Why do AI agents get rolled back after deployment?

The most common causes are PII exposure and hallucination in customer-facing contexts, per Sinch research (June 2026). Most rollbacks follow one pattern: the agent shipped without formal security review, and the risk only became visible after a real incident with a real user.

What is PII exposure in an AI agent context?

PII exposure occurs when an AI agent surfaces or transmits personally identifiable information, including names, account details, or contact information, in a conversation where that data should not be accessible or visible. It typically happens when an agent is given broader data access than its job requires.

What does AI agent governance mean for a small business?
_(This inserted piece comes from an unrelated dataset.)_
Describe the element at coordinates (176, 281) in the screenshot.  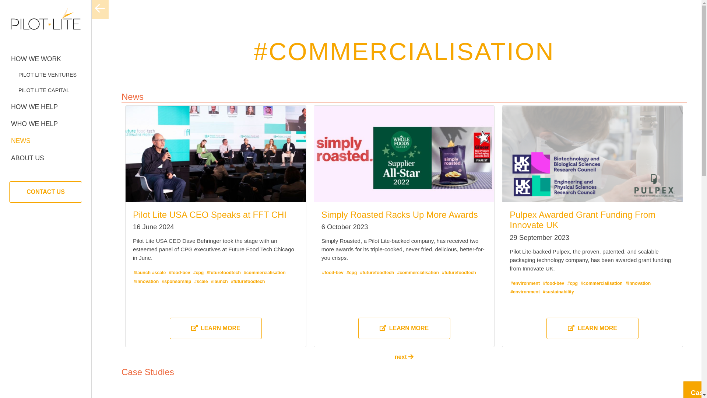
I see `sponsorship` at that location.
For a small business, governance means defining scope before deployment: what the agent is authorized to answer, what data it can access, what it does when the answer is outside its scope, and who reviews it before it goes live. It does not require a dedicated security team. It requires deliberate decisions made before launch, not after an incident.

How do you prevent AI agent hallucinations from reaching customers?

Scope the agent tightly. Define what it is and is not authorized to answer. Build a fallback for questions outside that scope. Hallucinations in customer-visible contexts almost always occur when the agent is handed questions it was never designed to handle.

Is it safe to deploy AI agents without IT approval in a small business?

Potentially, but only if you have done the work that IT approval is designed to cover: reviewing data access, defining scope, testing with realistic scenarios including adversarial ones, and setting a fallback policy. The absence of a formal IT process is not a waiver of the risk. The operator has to run the checklist themselves.

The Work Behind the Work

The agent is capable. The governance is the design step most operators skip.

Take the first step toward a business that runs with clarity and momentum.